Xcel Energy doesn't want the issue of global warming allowed at hearings to decide the future of its local electricity generation — despite its plans to build a $1.3 billion coal plant that would emit million of tons of carbon dioxide a year.
At the same time, Xcel's financial plans for the coal plant include scenarios that assess regulatory penalties of between $6 per ton and $12 per ton of carbon dioxide released. Xcel estimates the plant will emit about 6.5 million tons of the greenhouse gas each year. The associated costs represent an increase in costs of between about 10 percent and 25 percent. Xcel's proposed 750-megawatt Comanche 3 coal-fired power plant in Pueblo would generate enough electricity for about 750,000 households once completed in 2009. Xcel says it needs the plant to feed the Front Range's growing hunger for electricity. The Colorado Public Utilities Commission will take up the matter in hearings beginning Monday.

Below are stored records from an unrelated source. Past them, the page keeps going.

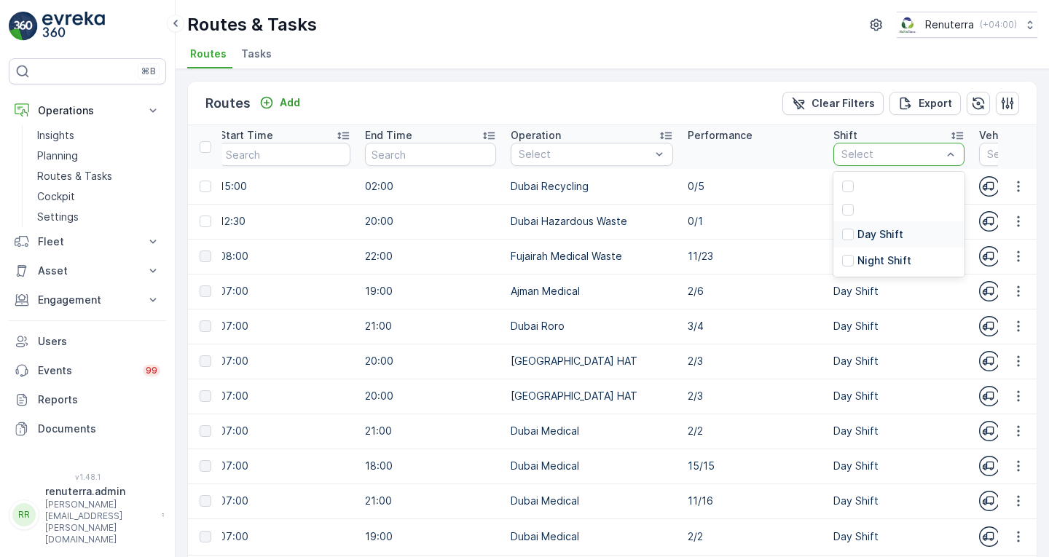 The image size is (1049, 557). What do you see at coordinates (899, 186) in the screenshot?
I see `td: Night Shift` at bounding box center [899, 186].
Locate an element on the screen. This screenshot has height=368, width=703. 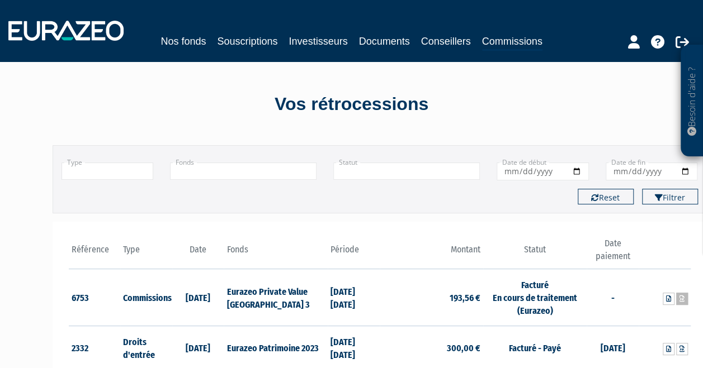
th: Date paiement is located at coordinates (612, 253).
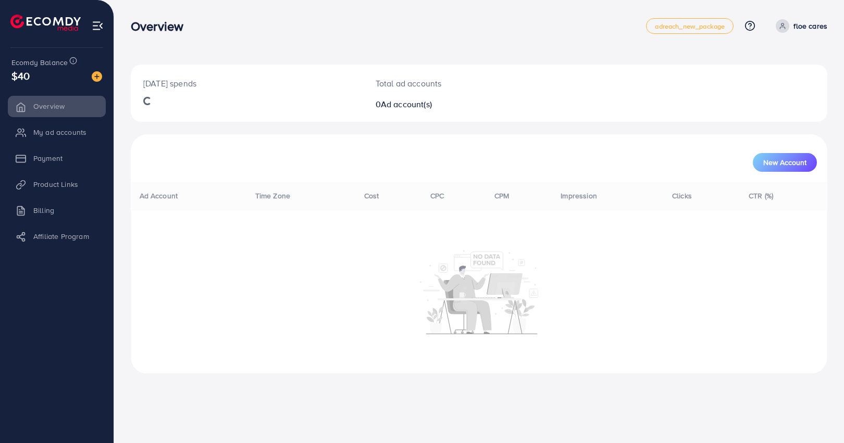 This screenshot has width=844, height=443. I want to click on img: menu, so click(97, 26).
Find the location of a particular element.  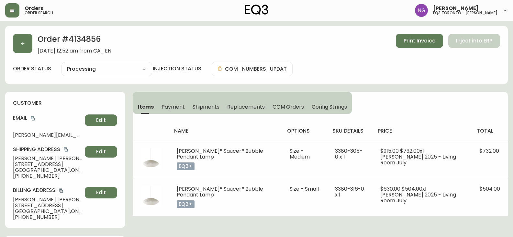

img: e41bb40f50a406efe12576e11ba219ad is located at coordinates (422, 10).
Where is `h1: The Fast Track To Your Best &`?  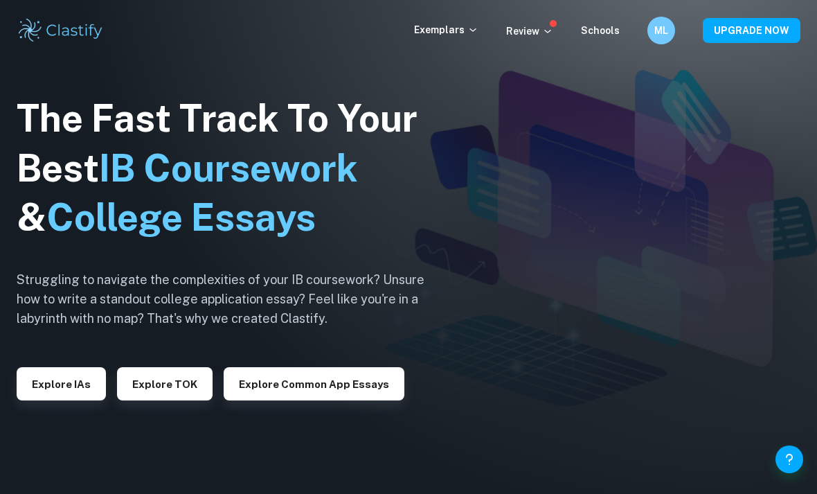
h1: The Fast Track To Your Best & is located at coordinates (231, 168).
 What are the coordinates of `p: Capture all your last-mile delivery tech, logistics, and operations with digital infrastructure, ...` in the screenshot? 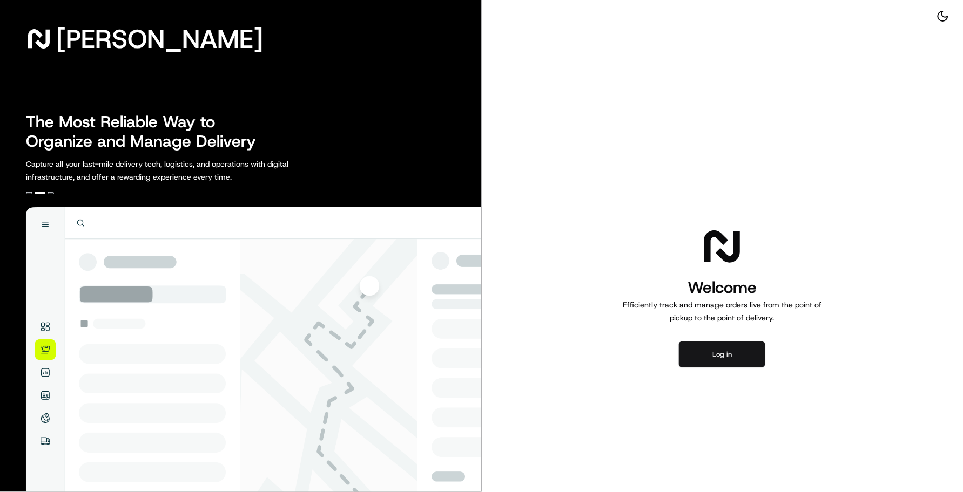 It's located at (181, 171).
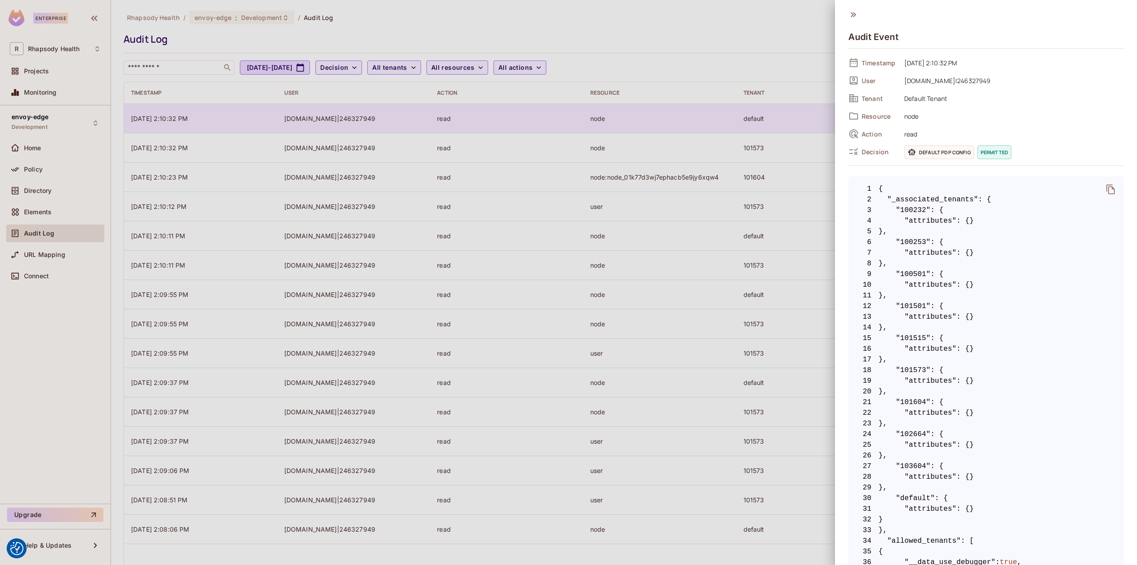 The height and width of the screenshot is (565, 1137). What do you see at coordinates (864, 530) in the screenshot?
I see `span: 33` at bounding box center [864, 530].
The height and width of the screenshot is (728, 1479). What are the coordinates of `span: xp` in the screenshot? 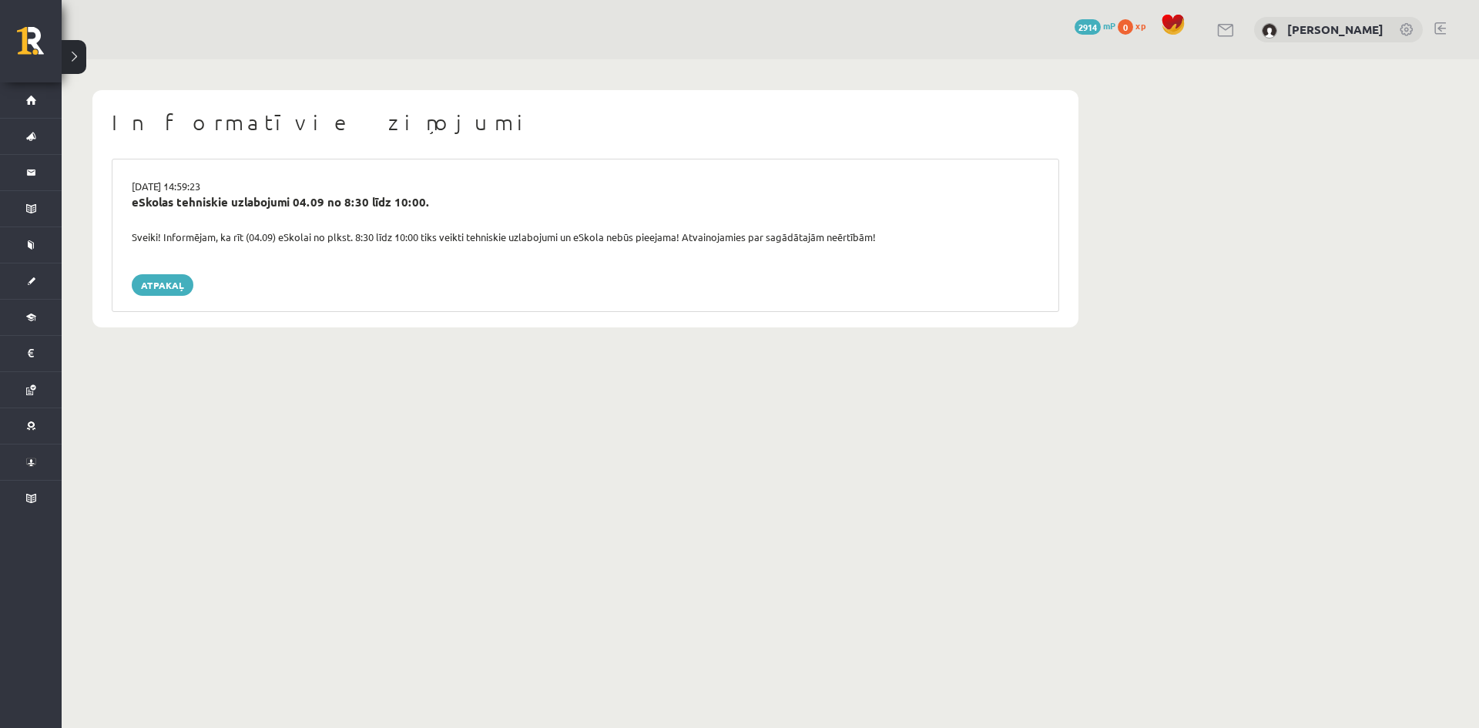 It's located at (1140, 25).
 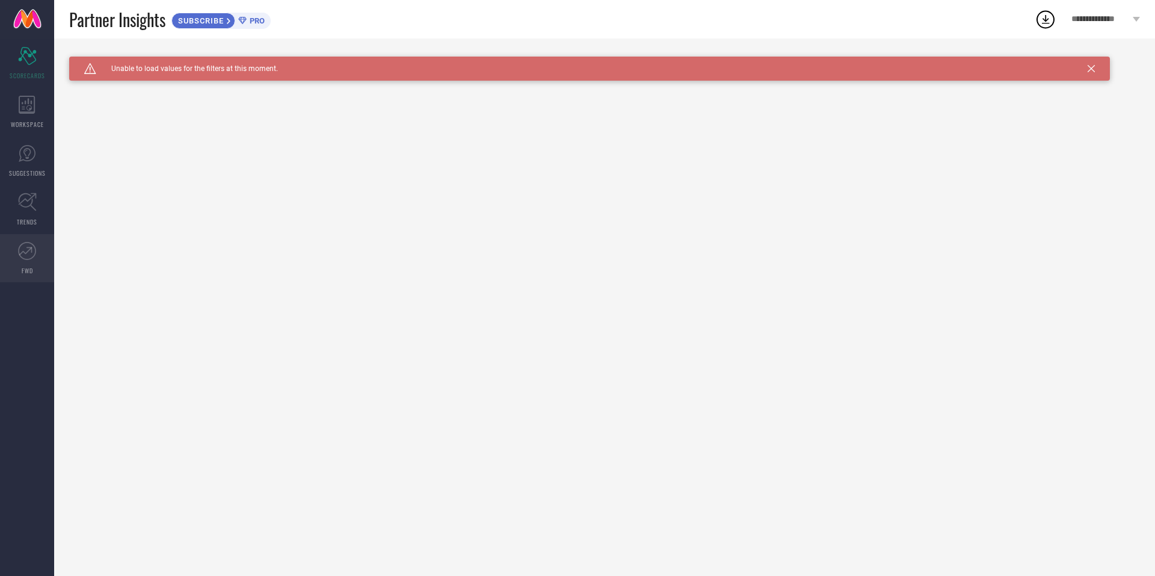 I want to click on span: SCORECARDS, so click(x=27, y=75).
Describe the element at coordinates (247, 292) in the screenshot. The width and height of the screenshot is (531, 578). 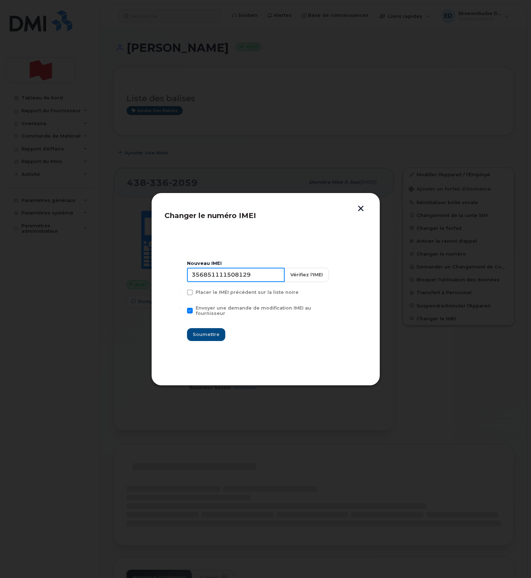
I see `span: Placer le IMEI précédent sur la liste noire` at that location.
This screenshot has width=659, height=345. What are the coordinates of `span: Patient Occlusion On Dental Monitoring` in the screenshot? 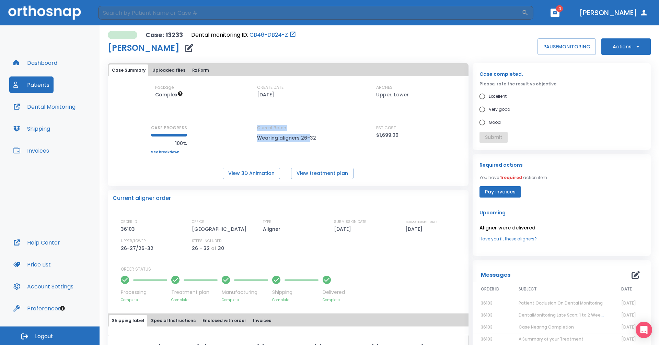 It's located at (560, 303).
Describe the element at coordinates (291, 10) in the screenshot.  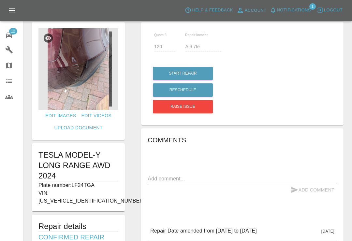
I see `button: Notifications` at that location.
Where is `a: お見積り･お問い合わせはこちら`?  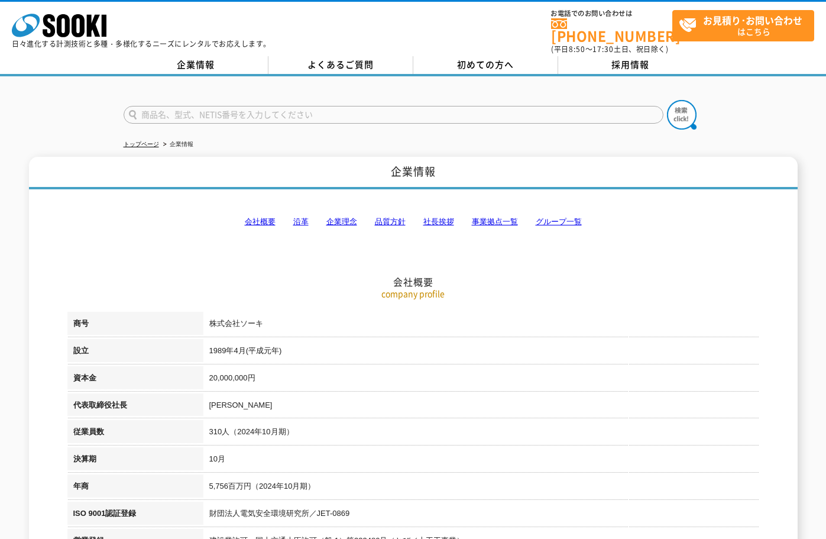 a: お見積り･お問い合わせはこちら is located at coordinates (743, 25).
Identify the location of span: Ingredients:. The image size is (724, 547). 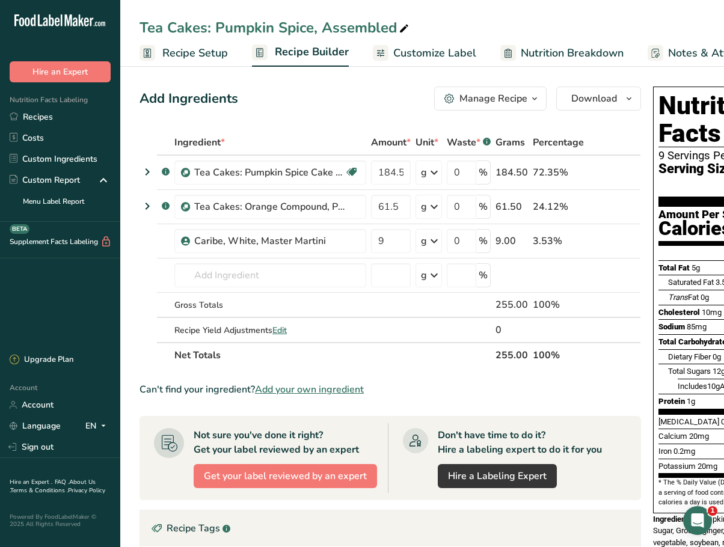
(674, 519).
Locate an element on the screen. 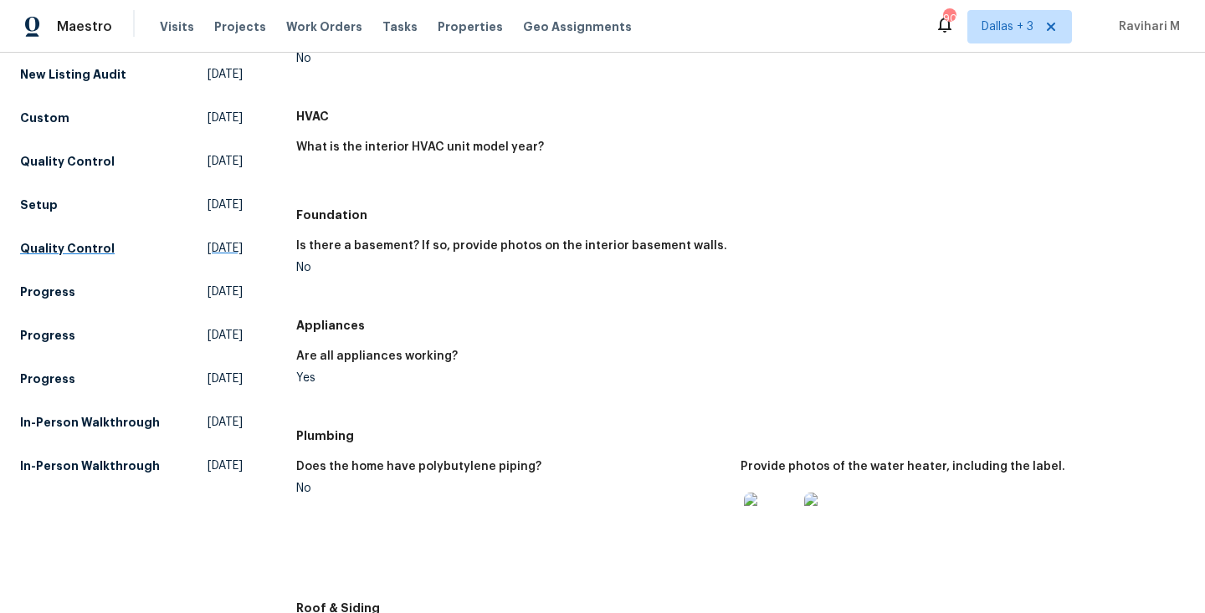  h5: HVAC is located at coordinates (741, 116).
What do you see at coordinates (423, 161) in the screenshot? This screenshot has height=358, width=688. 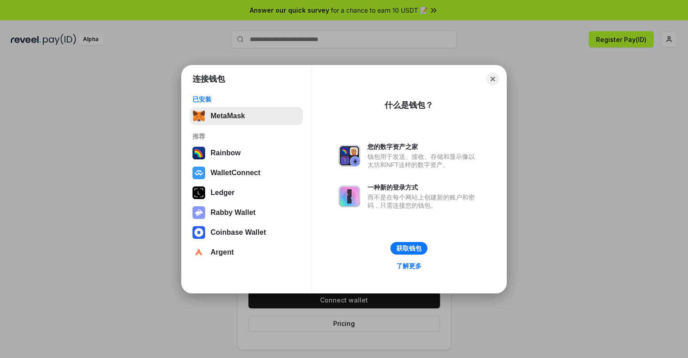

Xcel attorneys asked the Public Utilities Commission Friday to strike from the hearings the testimony of James White, director of the Environmental Center at the University of Colorado . White is a geology professor who studies the ancient climate through ice cores. His testimony addresses the evidence of global warming and humanity's role in it. There was no reference to Xcel or power generation. "It's nothing controversial," White said. "It was, 'All right, folks, we're changing the climate. Let's grow up, be adults for once and admit it.'"
Xcel said in its request the commission had already ruled that "the issue of climate change, similar or identical in thrust of Mr. White's testimony, is outside the scope of this case and of the (Least Cost Plan) rules." Xcel also protested the testimony on procedural grounds."